Another point of note, and possible objection to the efficacy of this method at scale, is that the individual metrics chosen here are, by themselves, rather explainable. It could be argued that this inherent explainability is doing much of the heavy lifting and that if more complex, internally opaque metrics were instead used—say, a large neural model trained to predict click rate based on the title for some corpus of similar data (the MIND dataset for instance)—much of the explanatory value of this method would be lost, as such a model itself is not easily translated into a heuristic in the same way as, i.e., Shared Links.
We argue, however, that these complex models are themselves inevitably trained on comparatively simple metrics (click rate prediction, in this example).
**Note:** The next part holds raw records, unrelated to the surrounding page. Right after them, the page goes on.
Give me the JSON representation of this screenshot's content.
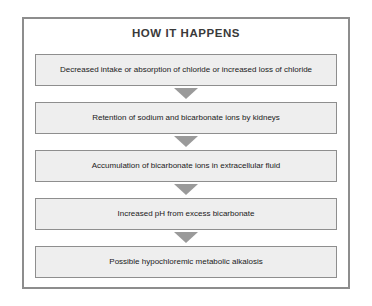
{
  "figure": {
    "title": "HOW IT HAPPENS",
    "colors": {
      "frame_border": "#8d8d8d",
      "box_fill": "#eeeeee",
      "box_border": "#8e8e8e",
      "arrow": "#9a9a9a",
      "title_text": "#3a3a3a",
      "body_text": "#1a1a1a",
      "background": "#ffffff"
    },
    "steps": [
      {
        "label": "Decreased intake or absorption of chloride or increased loss of chloride"
      },
      {
        "label": "Retention of sodium and bicarbonate ions by kidneys"
      },
      {
        "label": "Accumulation of bicarbonate ions in extracellular fluid"
      },
      {
        "label": "Increased pH from excess bicarbonate"
      },
      {
        "label": "Possible hypochloremic metabolic alkalosis"
      }
    ],
    "connector_icon": "arrow-down-triangle-icon"
  }
}
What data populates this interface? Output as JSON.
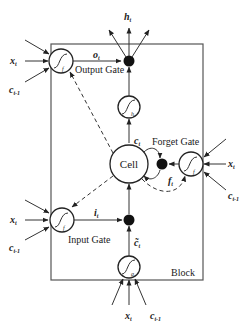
{
  "diagram": {
    "type": "LSTM memory block",
    "block_label": "Block",
    "cell_label": "Cell",
    "gates": {
      "output": {
        "label": "Output Gate",
        "signal": "o",
        "signal_sub": "t",
        "activation": "f"
      },
      "forget": {
        "label": "Forget Gate",
        "signal": "f",
        "signal_sub": "t",
        "activation": "f"
      },
      "input": {
        "label": "Input Gate",
        "signal": "i",
        "signal_sub": "t",
        "activation": "f"
      }
    },
    "candidate": {
      "signal": "c̃",
      "signal_sub": "t",
      "activation": "g"
    },
    "cell_output_activation": "h",
    "cell_state": {
      "signal": "c",
      "signal_sub": "t"
    },
    "output": {
      "signal": "h",
      "signal_sub": "t"
    },
    "inputs": {
      "x": {
        "signal": "x",
        "signal_sub": "t"
      },
      "c_prev": {
        "signal": "c",
        "signal_sub": "t-1"
      }
    }
  }
}
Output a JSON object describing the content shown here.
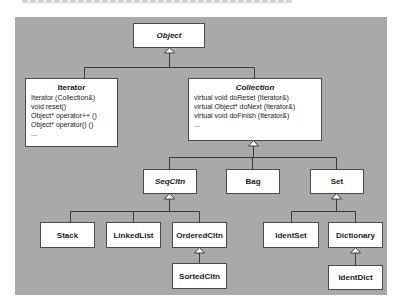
{
  "diagram": {
    "type": "class-hierarchy",
    "classes": {
      "object": {
        "name": "Object",
        "abstract": true
      },
      "iterator": {
        "name": "Iterator",
        "abstract": false,
        "members": [
          "Iterator (Collection&)",
          "void reset()",
          "Object* operator++ ()",
          "Object* operator() ()",
          "..."
        ]
      },
      "collection": {
        "name": "Collection",
        "abstract": true,
        "members": [
          "virtual void doReset (Iterator&)",
          "virtual Object* doNext (Iterator&)",
          "virtual void doFinish (Iterator&)",
          "..."
        ]
      },
      "seqcltn": {
        "name": "SeqCltn",
        "abstract": true
      },
      "bag": {
        "name": "Bag",
        "abstract": false
      },
      "set": {
        "name": "Set",
        "abstract": false
      },
      "stack": {
        "name": "Stack",
        "abstract": false
      },
      "linkedlist": {
        "name": "LinkedList",
        "abstract": false
      },
      "orderedcltn": {
        "name": "OrderedCltn",
        "abstract": false
      },
      "sortedcltn": {
        "name": "SortedCltn",
        "abstract": false
      },
      "identset": {
        "name": "IdentSet",
        "abstract": false
      },
      "dictionary": {
        "name": "Dictionary",
        "abstract": false
      },
      "identdict": {
        "name": "IdentDict",
        "abstract": false
      }
    },
    "inheritance": [
      {
        "parent": "Object",
        "children": [
          "Iterator",
          "Collection"
        ]
      },
      {
        "parent": "Collection",
        "children": [
          "SeqCltn",
          "Bag",
          "Set"
        ]
      },
      {
        "parent": "SeqCltn",
        "children": [
          "Stack",
          "LinkedList",
          "OrderedCltn"
        ]
      },
      {
        "parent": "OrderedCltn",
        "children": [
          "SortedCltn"
        ]
      },
      {
        "parent": "Set",
        "children": [
          "IdentSet",
          "Dictionary"
        ]
      },
      {
        "parent": "Dictionary",
        "children": [
          "IdentDict"
        ]
      }
    ],
    "colors": {
      "background": "#a9a9a9",
      "box_fill": "#ffffff",
      "line": "#3a3a3a"
    }
  }
}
Because of this, when these models are deployed as part of a larger metric ensemble, their output can be used as a proxy for the simpler, more inherently explicable metric they were themselves trained on. The click rate predictor model, for example, could be explained to the end user as “Likelihood Users Similar To You Would Click This Title”. Obviously, the exact phrasing of this reduction of a complex model to its proxy would not be a trivial choice, and would inevitably depend on the expected knowledge level of the end user using the software. We imagine there to be a likely trade-off in these situations between the simplicity (and thus explanatory power) of the explanation linked with a more complex metric and its accuracy at encapsulating that same metric, but such a trade-off is something that can be explicitly managed depending on a given complex metric and use-case. Certainly, the exact best practices for navigating these issues are an important topic for future work.

4. Conclusions

Prior work has demonstrated that metric ensembles are a powerful tool for improving over single-metric models in terms of performance. We demonstrate that, in addition to these performance benefits, they are also a powerful tool to enhance the explainability and real-time adaptability of a model. While the demonstration given is obviously very limited in scope, we believe that it makes a succinct and compelling case for metric ensembles as a tool for explainability. In future work, it is essential to demonstrate this principle in a systematic way. Additional experiments on a large text corpus such as MIND [9] with both accuracy- and non-accuracy-based metrics would test the feasibility of applying this method at scale.

Author Contributions

Conceptualization, G.F.; methodology, G.F.; software, G.F.; writing—original draft preparation, G.F.; writing—reviewing and editing, G.F. and R.J.C.; visualization, G.F.; supervision, R.J.C. All authors have read and agreed to the published version of the manuscript.

Funding

This material is based upon work supported in whole or in part with funding from the Laboratory for Analytic Sciences (LAS). Any opinions, findings, conclusions, or recommendations expressed in this material are those of the author(s) and do not necessarily reflect the views of the LAS and/or any agency or entity of the United States Government.

Data Availability Statement

All materials required for replication of these experiments are available in this repository: https://github.ncsu.edu/gforbes/Metric-Ensembles (accessed on 20 February 2023).

Conflicts of Interest

One of the authors (R. Jordan Crouser) is guest editor of this special issue, and has recused himself from any adjudication of this work. The authors declare no further conflict of interest.